Setting up a private company wiki is a great way to store important information about your company, and a convenient place to document company procedures and define job roles for your employees. Best of all, setting up a wiki is free, and you can have complete control over what information is stored and who sees it.
You’re probably familiar with Wikipedia.org, the free online information depository that seems to be at the beginning and end of congressional research efforts these days. What you might not know, however, is that a “wiki” in Internet terms is nothing more than a website or section of a website where multiple people can contribute content. The word was borrowed from the Hawaiian word wikiwiki, which means “quick.” You can verify that fact on Wikipedia!
Most of the wiki sites you know are probably public websites, but there’s nothing stopping you from setting up your own private wiki as a convenient depository of information that relates to the operation of your online company or business. Keeping specific company information in one secure location is convenient and extremely useful.
This works especially well when you have a company with more than one employee at remote locations. Setting up a “company wiki” gives you a place online to deposit important information for employees, such as links to tax forms, codes of conduct, or legal notices about employee rights. You can also use it to store general company information that other employees might need to access, such as your company’s tax-ID number, company fax lines, mailing address, staff contact information, or listings of all company websites and their admin areas.

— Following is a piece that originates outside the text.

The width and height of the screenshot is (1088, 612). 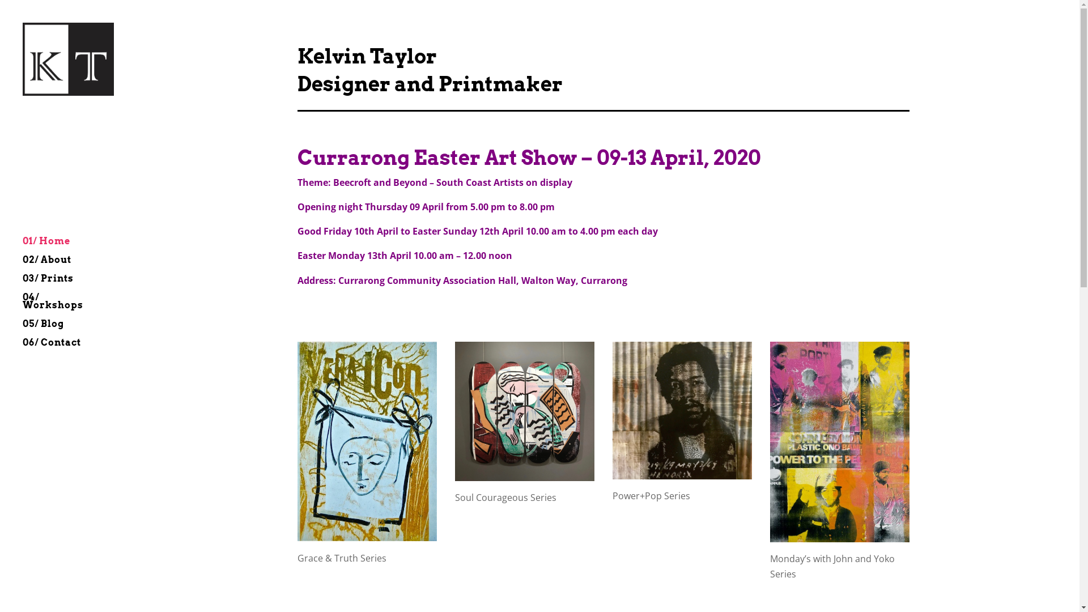 What do you see at coordinates (74, 307) in the screenshot?
I see `04/ Workshops` at bounding box center [74, 307].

A private wiki is especially useful though for documenting company procedures.
Consider that each job at your company should be clearly defined, and a company wiki is an excellent place to store job descriptions. Let’s say your company employs a ‘Website Content Manager’ whose job includes verifying the accuracy of information offered on your website. This employee no doubt has a set of procedures that he or she needs to follow while carrying out assigned tasks. Perhaps your website includes a listing of software vendors, and this employee needs to monitor entries on that list on a regular basis to verify they are still valid. That means checking links, verifying descriptions, and when appropriate, logging into an admin area to delete outdated links or change information. This entire process can be documented on your company wiki, making it that much easier to get the next employee up to speed and productive should your current employee leave for greener pastures.
If you employ a system administrator, you have to be concerned about that person being the sole source of knowledge about how to get things done on your servers. If your system administrator leaves for another company, will you know how to train his or her replacement? Will you know where files are kept on your server? Do you know about any custom software that has been installed to administer your websites? Asking your system administrator to document how to accomplish basic admin tasks is a really good idea, and your next administrator will thank you if your wiki is loaded with information about your specific setup.
Now for some really good news.
Setting up a company wiki is free, and the same software that powers Wikipedia.org is open source. You can download it at MediaWiki.org, and assuming your server meets some basic requirements, you can have it installed and running in almost no time.
Spend some time thinking about security, however. You’ll want to make sure your wiki is password-protected, and that employees access it via a secure connection so that usernames and passwords can’t be intercepted. Since no system in 100% secure (an employee might be careless with his account information, for example), you might want to refrain from putting extremely sensitive information on your company wiki, just in case.